Dissection of Passwordless MFA

Hitoshi Kokumai
2 min readApr 24, 2023

--

I found this report very inviting — “What are passkeys? A cybersecurity researcher explains how you can use your phone to make passwords a thing of the past” https://theconversation.com/what-are-passkeys-a-cybersecurity-researcher-explains-how-you-can-use-your-phone-to-make-passwords-a-thing-of-the-past-196643

Can the password really be made ‘a thing of the past’ by the ‘Passwordless MFA’ like Passkeys, which are presumably made of 3 factors as below?

1. PKI — known for decades to be effective to prove the authenticity of a device with a private key embedded in it. It’s a good tool for device/machine authentication.

2. Biometrics — supposed to authenticate the person who holds the PKI-embedded device, when (only when) the user is not falsely rejected by the biometrics

3. Pincode — supposed to authenticate the person when (only when) the user is falsely rejected by biometrics. (Pincode, which is no more than a numbers-only password, is supposed to not belong to the password when the solution is called a ‘Passwordless’ solution).

The problems that we identify therein are -

A. Meaning of MFA

While it is often called ‘MFA’ because three factors are ostensibly involved, we should call it Quasi-MFA because (2) and (3) are deployed in a two-entrance/in-parallel formation, which only provides the security lower than that of having two factors deployed in a two-layer/in-series formation.

B. Private Key of PKI

A private key of PKI embedded in a device is vulnerable to theft and abuse. The risks would be greater if it is copied and stored somewhere physically, whether online or offline.

C. Troubles of Pincode

Users of the likes of PassKeys have to continue to struggle with the dilemma of easy-to-remember or easy-to-break pincode.

Then, What Can We Offer?

Our PKI solution for online login that we plan to put on the global market following Mnemonic Gateways password manager will relieve the PKI users of the concerns about the theft and abuse of their private keys.

By turning the function of regenerating multiple high-entropy passwords on-the-fly from users’ non-volatile image memory into regenerating multiple private keys of PKI the same way, we will be easily able to achieve what the likes of PassKeys can by no means achieve.

………………

Above is the gist of an article of the same title linked below. https://www.linkedin.com/pulse/dissection-passwordless-mfa-hitoshi-kokumai/

--

--

Hitoshi Kokumai
Hitoshi Kokumai

Written by Hitoshi Kokumai

Advocate of ‘Identity Assurance by Our Own Volition and Memory’, Inventor of Expanded Password System and Founder of Mnemonic Identity Solutions Limited in UK.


### [TASK PROMPT]
All lines containing the string "xyxy" must be copied from the entries.

### [THE INPUT]
---+---

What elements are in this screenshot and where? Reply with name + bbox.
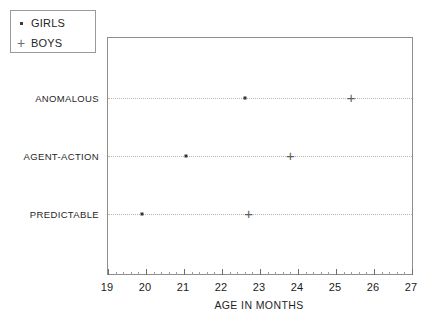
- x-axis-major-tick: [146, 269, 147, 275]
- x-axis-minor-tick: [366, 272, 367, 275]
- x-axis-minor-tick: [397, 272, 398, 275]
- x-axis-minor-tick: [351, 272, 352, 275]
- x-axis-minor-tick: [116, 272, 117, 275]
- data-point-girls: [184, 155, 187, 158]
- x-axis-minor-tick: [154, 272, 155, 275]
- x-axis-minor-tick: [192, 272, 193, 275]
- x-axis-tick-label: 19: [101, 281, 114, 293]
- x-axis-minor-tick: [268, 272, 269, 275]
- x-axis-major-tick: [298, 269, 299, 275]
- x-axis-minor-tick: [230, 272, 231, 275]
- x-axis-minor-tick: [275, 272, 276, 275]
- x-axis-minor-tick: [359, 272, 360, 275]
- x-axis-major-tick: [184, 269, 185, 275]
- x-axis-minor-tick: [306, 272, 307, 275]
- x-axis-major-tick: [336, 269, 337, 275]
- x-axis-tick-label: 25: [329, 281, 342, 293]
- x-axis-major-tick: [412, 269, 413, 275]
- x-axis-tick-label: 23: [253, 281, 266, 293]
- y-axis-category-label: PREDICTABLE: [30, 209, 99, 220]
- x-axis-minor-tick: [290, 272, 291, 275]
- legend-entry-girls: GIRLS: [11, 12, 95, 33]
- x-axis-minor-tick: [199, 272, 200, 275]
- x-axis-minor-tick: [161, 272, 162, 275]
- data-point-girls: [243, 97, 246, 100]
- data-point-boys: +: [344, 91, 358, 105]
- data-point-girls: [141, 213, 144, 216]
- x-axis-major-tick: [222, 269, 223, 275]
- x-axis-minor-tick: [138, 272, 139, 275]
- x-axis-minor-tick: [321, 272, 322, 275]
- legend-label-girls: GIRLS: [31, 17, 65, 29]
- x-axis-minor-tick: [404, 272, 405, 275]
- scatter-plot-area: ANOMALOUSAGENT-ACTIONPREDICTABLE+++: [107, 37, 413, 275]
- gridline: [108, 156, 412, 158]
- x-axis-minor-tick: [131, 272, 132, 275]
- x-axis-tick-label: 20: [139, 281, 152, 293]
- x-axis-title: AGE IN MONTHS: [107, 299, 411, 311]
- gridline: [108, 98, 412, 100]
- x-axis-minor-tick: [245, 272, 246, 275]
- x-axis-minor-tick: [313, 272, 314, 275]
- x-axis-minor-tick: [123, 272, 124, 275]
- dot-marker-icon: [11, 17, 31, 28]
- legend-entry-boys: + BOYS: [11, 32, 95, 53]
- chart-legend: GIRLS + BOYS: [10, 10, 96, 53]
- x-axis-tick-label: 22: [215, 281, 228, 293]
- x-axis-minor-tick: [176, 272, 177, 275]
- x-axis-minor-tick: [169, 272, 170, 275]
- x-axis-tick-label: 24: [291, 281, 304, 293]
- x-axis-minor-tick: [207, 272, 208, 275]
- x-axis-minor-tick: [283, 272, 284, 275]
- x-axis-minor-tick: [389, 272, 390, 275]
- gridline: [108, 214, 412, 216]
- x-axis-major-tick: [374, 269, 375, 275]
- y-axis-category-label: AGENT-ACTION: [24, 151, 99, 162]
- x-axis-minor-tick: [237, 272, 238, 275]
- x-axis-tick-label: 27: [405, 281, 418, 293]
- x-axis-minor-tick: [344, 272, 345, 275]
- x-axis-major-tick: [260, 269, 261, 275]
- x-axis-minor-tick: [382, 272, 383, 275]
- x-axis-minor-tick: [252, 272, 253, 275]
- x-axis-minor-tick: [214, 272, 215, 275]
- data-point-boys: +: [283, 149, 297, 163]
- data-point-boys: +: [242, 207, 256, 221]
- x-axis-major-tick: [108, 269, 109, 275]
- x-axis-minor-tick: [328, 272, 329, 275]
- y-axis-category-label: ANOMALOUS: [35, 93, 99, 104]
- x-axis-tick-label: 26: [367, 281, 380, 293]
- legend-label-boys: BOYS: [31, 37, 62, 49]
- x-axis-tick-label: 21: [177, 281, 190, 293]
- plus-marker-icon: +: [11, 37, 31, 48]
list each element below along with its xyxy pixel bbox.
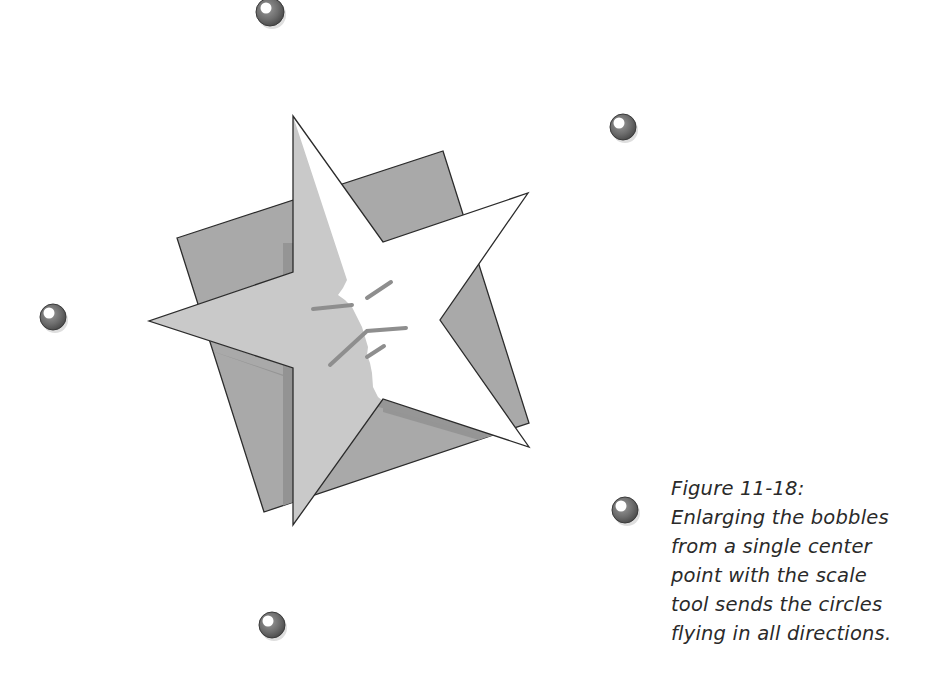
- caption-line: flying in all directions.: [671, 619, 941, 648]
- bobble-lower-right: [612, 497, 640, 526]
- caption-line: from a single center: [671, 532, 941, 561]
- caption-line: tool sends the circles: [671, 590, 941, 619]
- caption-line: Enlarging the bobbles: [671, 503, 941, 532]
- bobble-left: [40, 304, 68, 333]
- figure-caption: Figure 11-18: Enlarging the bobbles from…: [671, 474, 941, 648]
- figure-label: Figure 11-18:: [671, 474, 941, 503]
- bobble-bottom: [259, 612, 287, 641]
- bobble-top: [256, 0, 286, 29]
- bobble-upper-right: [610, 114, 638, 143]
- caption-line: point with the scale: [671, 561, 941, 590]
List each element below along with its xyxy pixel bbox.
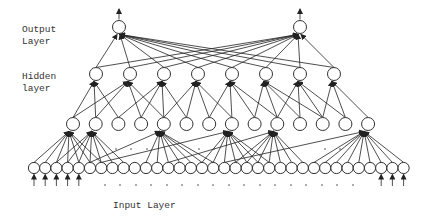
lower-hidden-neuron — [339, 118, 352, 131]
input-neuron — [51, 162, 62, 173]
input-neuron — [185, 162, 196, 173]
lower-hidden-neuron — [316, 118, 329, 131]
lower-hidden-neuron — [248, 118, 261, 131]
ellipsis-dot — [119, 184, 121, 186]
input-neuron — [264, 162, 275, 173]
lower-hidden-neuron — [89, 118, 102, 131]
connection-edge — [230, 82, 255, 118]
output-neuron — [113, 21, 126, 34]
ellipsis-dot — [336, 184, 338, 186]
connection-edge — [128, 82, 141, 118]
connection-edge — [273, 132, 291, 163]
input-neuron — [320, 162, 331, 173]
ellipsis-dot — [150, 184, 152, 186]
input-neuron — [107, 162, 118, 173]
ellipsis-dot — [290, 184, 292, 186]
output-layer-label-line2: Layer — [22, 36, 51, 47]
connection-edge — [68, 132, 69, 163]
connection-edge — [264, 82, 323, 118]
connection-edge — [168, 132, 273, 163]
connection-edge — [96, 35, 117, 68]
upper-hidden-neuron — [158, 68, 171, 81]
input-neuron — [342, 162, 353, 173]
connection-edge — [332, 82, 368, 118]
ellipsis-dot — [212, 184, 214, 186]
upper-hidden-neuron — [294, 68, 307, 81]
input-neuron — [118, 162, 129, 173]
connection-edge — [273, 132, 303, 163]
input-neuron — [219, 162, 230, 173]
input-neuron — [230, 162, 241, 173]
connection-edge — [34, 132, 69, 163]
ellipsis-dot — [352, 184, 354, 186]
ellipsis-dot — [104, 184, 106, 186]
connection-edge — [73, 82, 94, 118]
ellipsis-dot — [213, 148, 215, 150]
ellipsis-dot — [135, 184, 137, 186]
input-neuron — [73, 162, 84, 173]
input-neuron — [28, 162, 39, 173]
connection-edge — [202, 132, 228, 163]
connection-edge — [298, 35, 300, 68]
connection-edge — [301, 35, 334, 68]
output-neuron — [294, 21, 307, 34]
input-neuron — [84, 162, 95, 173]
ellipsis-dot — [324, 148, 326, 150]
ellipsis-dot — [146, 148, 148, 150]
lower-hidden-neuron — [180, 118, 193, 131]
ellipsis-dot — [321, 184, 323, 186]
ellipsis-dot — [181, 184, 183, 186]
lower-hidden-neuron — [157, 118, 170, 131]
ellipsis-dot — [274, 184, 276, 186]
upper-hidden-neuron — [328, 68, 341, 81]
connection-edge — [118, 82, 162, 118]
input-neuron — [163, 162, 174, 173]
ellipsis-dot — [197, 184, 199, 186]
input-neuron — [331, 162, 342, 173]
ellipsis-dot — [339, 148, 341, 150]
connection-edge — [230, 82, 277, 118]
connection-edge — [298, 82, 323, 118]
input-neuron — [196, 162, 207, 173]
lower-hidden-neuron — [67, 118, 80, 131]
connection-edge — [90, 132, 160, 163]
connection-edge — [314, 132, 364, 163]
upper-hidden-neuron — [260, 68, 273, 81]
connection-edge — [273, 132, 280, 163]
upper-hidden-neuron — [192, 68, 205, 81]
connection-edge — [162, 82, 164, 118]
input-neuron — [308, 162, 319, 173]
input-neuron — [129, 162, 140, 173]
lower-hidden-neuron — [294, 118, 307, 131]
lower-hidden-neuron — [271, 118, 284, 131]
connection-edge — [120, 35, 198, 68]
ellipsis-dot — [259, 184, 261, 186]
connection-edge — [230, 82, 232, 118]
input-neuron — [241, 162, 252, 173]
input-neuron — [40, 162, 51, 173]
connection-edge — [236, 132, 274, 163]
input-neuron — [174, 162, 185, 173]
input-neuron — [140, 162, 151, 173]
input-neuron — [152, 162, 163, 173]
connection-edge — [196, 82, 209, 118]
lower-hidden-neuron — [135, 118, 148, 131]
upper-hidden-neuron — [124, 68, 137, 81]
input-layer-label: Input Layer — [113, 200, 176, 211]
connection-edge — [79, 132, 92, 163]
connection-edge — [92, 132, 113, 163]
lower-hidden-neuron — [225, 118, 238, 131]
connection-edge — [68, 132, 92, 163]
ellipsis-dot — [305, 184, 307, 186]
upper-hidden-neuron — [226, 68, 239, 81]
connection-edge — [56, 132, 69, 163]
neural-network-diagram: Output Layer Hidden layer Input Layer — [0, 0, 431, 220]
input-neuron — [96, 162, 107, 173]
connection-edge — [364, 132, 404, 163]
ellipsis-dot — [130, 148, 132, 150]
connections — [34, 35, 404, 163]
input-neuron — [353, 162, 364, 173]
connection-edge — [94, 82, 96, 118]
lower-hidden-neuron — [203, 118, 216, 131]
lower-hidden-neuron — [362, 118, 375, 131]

---+---

### [ANSWER]
list each element below along with its xyxy pixel bbox.
List each element below along with its xyxy pixel bbox.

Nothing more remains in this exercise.